52. I add that where, as here, a costs judge on detailed assessment will be assessing incurred costs in the usual way and also will be considering budgeted costs (and not departing from such budgeted costs in the absence of “good reason”) the costs judge ordinarily will still, as I see it, ultimately have to look at matters in the round and consider whether the resulting aggregate figure is proportionate, having regard to CPR 44.3 (2)(a) and (5): a further potential safeguard, therefore, for the paying party.
The Court of Appeal concluded that incurred costs and budgeted costs are to be sharply distinguished for the purpose of a costs budgeting hearing, as provided for by the amended rules, and in relation to the former rules, when properly construed.
53. Costs budgeting, to be performed properly, undoubtedly places a real burden on the parties and court. It would potentially greatly extend that burden if incurred costs were to be subjected to the same degree of preparation and appraisal as budgeted costs. One can understand that there are principled arguments which nevertheless could favour such an approach: but there are also competing arguments. At all events, the then and current versions of the Rules and Practice Direction clearly sharply distinguish, for these purposes, incurred costs from estimated budgeted costs. I therefore think, with all respect, that those particular obiter comments of Sales LJ in Sarpd Oil may have gone too far in so far as they suggest otherwise in terms of how costs management hearings are to be approached in this respect.
54. I should add that it seems that those remarks of Sales LJ in Sarpd Oil with regard to incurred costs gave rise to a degree of disquiet. The matter came to the attention of the Civil Procedure Rule Committee. It considered that the consequences of those observations in Sarpd Oil were “unexpected”. It also considered that the effect of those observations would be to complicate, not simplify, costs management and might undermine desirable attempts to agree costs budgets. The outcome of the Report of the relevant sub-committee of 9 December 2016 was to recommend that incurred costs indeed should be “decoupled” from budgeted costs so that the court’s budgeting would only relate to the costs to be incurred (but retaining the court’s power to comment on previously incurred costs, which could provide a “steer” thereafter): thus restoring the position to the perceived status quo ante. This is designed to be made clear beyond argument for the future by the subsequent amendments to CPR 3.15 and CPR 3.18 with effect from 6 April 2017. As will be gathered, I in fact consider, and disagreeing with the obiter remarks of the court in Sarpd Oil, that the status quo ante was in any event to the same effect.
The third and final issue hinged on when a case was commenced for the purpose of rule 44.3(7)(a): the court had little difficulty in deciding that meant when proceedings were issued by the court.
Although the rules are clear, and indeed have been clear in my view since 2013, in their intended effect, the Harrison judgement clarifies the position and confirms the interpretation. To that extent the judgment is a valuable jurisprudential contribution.
What the judgment does not do, and does not purport to do, is address the philosophical contradictions at the heart of the current costs budgeting regime.
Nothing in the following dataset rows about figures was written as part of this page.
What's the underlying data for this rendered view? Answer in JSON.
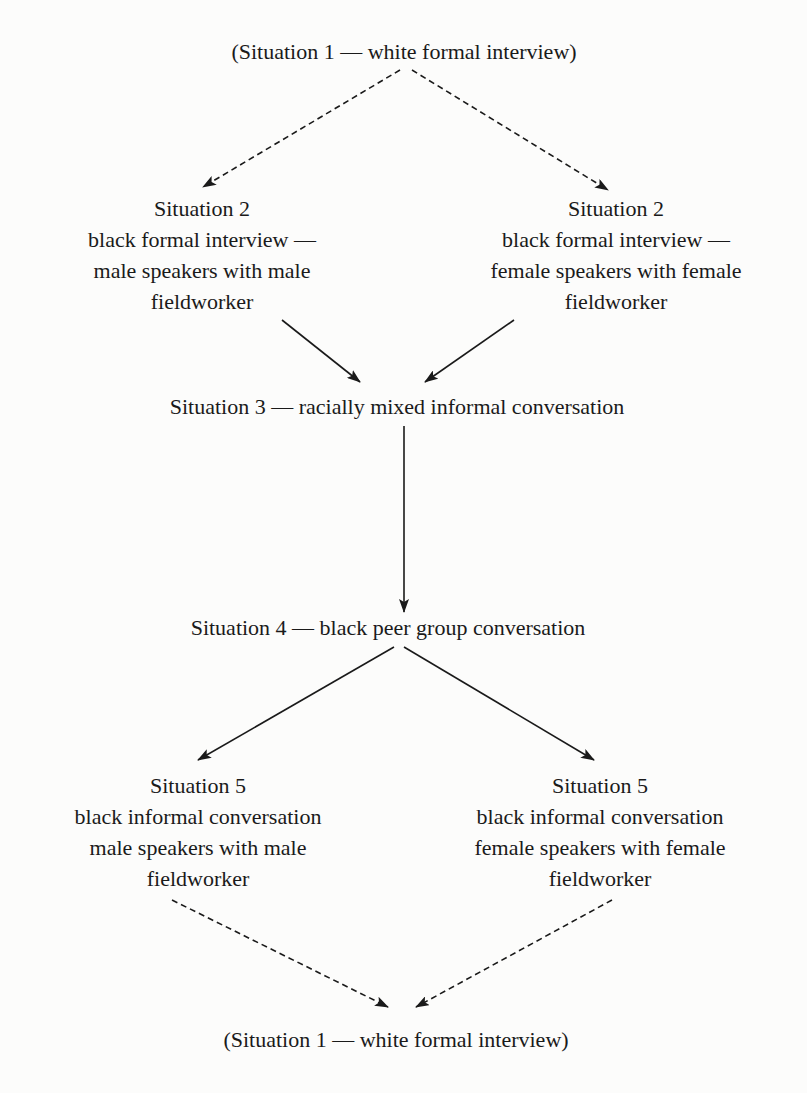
{
  "nodes": {
    "s1_top": {
      "text": "(Situation 1 — white formal interview)"
    },
    "s2_left": {
      "title": "Situation 2",
      "lines": [
        "black formal interview —",
        "male speakers with male",
        "fieldworker"
      ]
    },
    "s2_right": {
      "title": "Situation 2",
      "lines": [
        "black formal interview —",
        "female speakers with female",
        "fieldworker"
      ]
    },
    "s3": {
      "text": "Situation 3 — racially mixed informal conversation"
    },
    "s4": {
      "text": "Situation 4 — black peer group conversation"
    },
    "s5_left": {
      "title": "Situation 5",
      "lines": [
        "black informal conversation",
        "male speakers with male",
        "fieldworker"
      ]
    },
    "s5_right": {
      "title": "Situation 5",
      "lines": [
        "black informal conversation",
        "female speakers with female",
        "fieldworker"
      ]
    },
    "s1_bottom": {
      "text": "(Situation 1 — white formal interview)"
    }
  },
  "edges": [
    {
      "from": "s1_top",
      "to": "s2_left",
      "style": "dashed"
    },
    {
      "from": "s1_top",
      "to": "s2_right",
      "style": "dashed"
    },
    {
      "from": "s2_left",
      "to": "s3",
      "style": "solid"
    },
    {
      "from": "s2_right",
      "to": "s3",
      "style": "solid"
    },
    {
      "from": "s3",
      "to": "s4",
      "style": "solid"
    },
    {
      "from": "s4",
      "to": "s5_left",
      "style": "solid"
    },
    {
      "from": "s4",
      "to": "s5_right",
      "style": "solid"
    },
    {
      "from": "s5_left",
      "to": "s1_bottom",
      "style": "dashed"
    },
    {
      "from": "s5_right",
      "to": "s1_bottom",
      "style": "dashed"
    }
  ],
  "colors": {
    "ink": "#1a1a1a",
    "paper": "#fcfcfb"
  }
}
In particular, in a world where there is an ever greater impetus to fixed costs, with their settled, if not arbitrary amounts, it could be thought to be puzzling that the rules remain so tender of the notion of incurred costs and their inviolability to control or assessment at an early stage in a case.
Moreover, the provision in the rules for variation of a budget, cuts against the provision of certainty that a costs management order is meant to achieve: if a party’s potential liability for costs can be increased through the raising of a party’ budgeted costs, then a decision made to contest a case, will have been made on the basis of an invalidated premise.